Two decades on, Tim Grandage's Futurehope is a very different concern. Acclaimed around the world for their work, the Futurehope dormitories house at least 200 homeless children every night. The Futurehope schools teach the children art, maths, music and English. More kids come in from the slums as "day scholars" - children who aren't technically homeless, but who would otherwise go without schooling. "There are reckoned to be 100 million illiterate children in India," says Tim. "And 100000 are homeless in Kolkata alone."

It's a daunting task. But the rewards - spiritual and emotional - are huge. Tim and his co-workers can really make a difference, as we are about to find out, during our visit to the Maidan, the great central space at the heart of Kolkata.

When we arrive at the Maidan, a bunch of Futurehope footballers are already there; having a playful kick-about. The referee is a charming teenager with certain mental problems, but no one seems to care. More than a few kids have the most challenging backgrounds: born of teenage prostitutes, or afflicted with psychological conditions, or getting over a life of drug addiction - that may have begun at the age of six. Yet here they are: just another laughing football team.

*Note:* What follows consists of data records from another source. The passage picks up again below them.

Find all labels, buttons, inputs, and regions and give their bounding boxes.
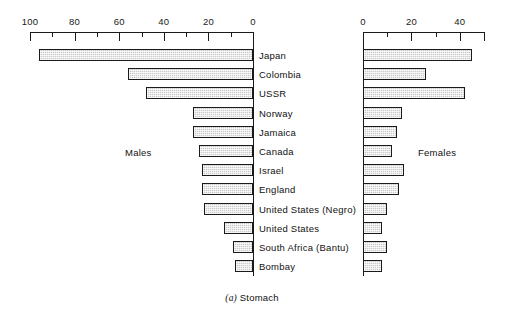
males-tick-major	[75, 32, 76, 41]
bar-females	[363, 164, 404, 176]
figure-caption: (a) Stomach	[225, 292, 278, 304]
males-tick-label: 100	[22, 17, 38, 27]
category-label: Japan	[259, 50, 286, 61]
females-axis-line	[363, 32, 484, 33]
category-label: Jamaica	[259, 127, 296, 138]
category-label: United States (Negro)	[259, 204, 356, 215]
bar-males	[128, 68, 253, 80]
bar-females	[363, 203, 387, 215]
females-tick-major	[460, 32, 461, 41]
caption-index: (a)	[225, 293, 237, 303]
bar-females	[363, 222, 382, 234]
bar-males	[199, 145, 253, 157]
males-tick-minor	[142, 32, 143, 37]
panel-title-males: Males	[125, 147, 152, 158]
males-tick-minor	[97, 32, 98, 37]
bar-males	[233, 241, 253, 253]
caption-text: Stomach	[240, 292, 279, 303]
category-label: England	[259, 184, 296, 195]
bar-females	[363, 107, 402, 119]
males-tick-minor	[52, 32, 53, 37]
bar-females	[363, 49, 472, 61]
females-axis-endcap	[484, 32, 485, 41]
bar-males	[146, 87, 253, 99]
bar-females	[363, 145, 392, 157]
females-tick-label: 40	[454, 17, 465, 27]
females-tick-minor	[436, 32, 437, 37]
bar-females	[363, 260, 382, 272]
bar-males	[235, 260, 253, 272]
males-tick-label: 60	[114, 17, 125, 27]
bar-females	[363, 183, 399, 195]
category-label: South Africa (Bantu)	[259, 242, 349, 253]
females-tick-label: 20	[406, 17, 417, 27]
bar-males	[39, 49, 253, 61]
category-label: Colombia	[259, 69, 301, 80]
category-label: Bombay	[259, 261, 295, 272]
bar-males	[193, 107, 253, 119]
males-tick-minor	[231, 32, 232, 37]
panel-title-females: Females	[418, 147, 456, 158]
category-label: USSR	[259, 88, 286, 99]
males-tick-label: 80	[69, 17, 80, 27]
males-tick-label: 40	[158, 17, 169, 27]
males-tick-minor	[186, 32, 187, 37]
bar-females	[363, 241, 387, 253]
males-baseline	[253, 32, 254, 276]
females-tick-label: 0	[360, 17, 365, 27]
bar-males	[224, 222, 253, 234]
males-tick-major	[119, 32, 120, 41]
bar-males	[204, 203, 253, 215]
males-tick-major	[208, 32, 209, 41]
category-label: Israel	[259, 165, 284, 176]
females-tick-major	[411, 32, 412, 41]
males-axis-endcap	[30, 32, 31, 41]
bar-males	[193, 126, 253, 138]
females-tick-major	[363, 32, 364, 41]
bar-females	[363, 87, 465, 99]
males-tick-label: 20	[203, 17, 214, 27]
males-tick-major	[253, 32, 254, 41]
bar-females	[363, 126, 397, 138]
males-tick-label: 0	[250, 17, 255, 27]
category-label: Canada	[259, 146, 294, 157]
females-tick-minor	[387, 32, 388, 37]
bar-males	[202, 164, 253, 176]
figure-stomach-cancer-rates: 100806040200 02040 JapanColombiaUSSRNorw…	[0, 0, 507, 317]
bar-females	[363, 68, 426, 80]
category-label: Norway	[259, 108, 293, 119]
bar-males	[202, 183, 253, 195]
category-label: United States	[259, 223, 319, 234]
males-tick-major	[164, 32, 165, 41]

Jagdeep is a slightly older boy who has come through the Futurehope system. He explains a further advantage of soccer, and other sports, in the streetkids' lives: "It makes us realise we can win. When you are homeless, you are a loser. OK, you are free and there's no school, and that's maybe fun when you are eight, but as you grow older you realise everyone looks down on you. People sneer, the police beat you up. But then you join Futurehope, and you get in the football team...

"And then maybe you play the police team and you beat them. We do that regularly! That is a very good feeling. Believe me! And then the police learn to respect us, and we learn to respect ourselves."

As the warm winter sun goes down over the grandiose Victoria Memorial, Tim takes us on a tour of the City of Joy. We go to the shores of the great river Hooghly, a tributary of the Ganges, where thousands of men are washing in the filthy water. Further down the shore: corpses are being burned, in great open funeral pyres. Death is never far away in Kolkata.

Would you like to comment on this article?
Register (it's quick and free) or sign in now.

Speech Bubbles

Please read our Comment Policy before commenting.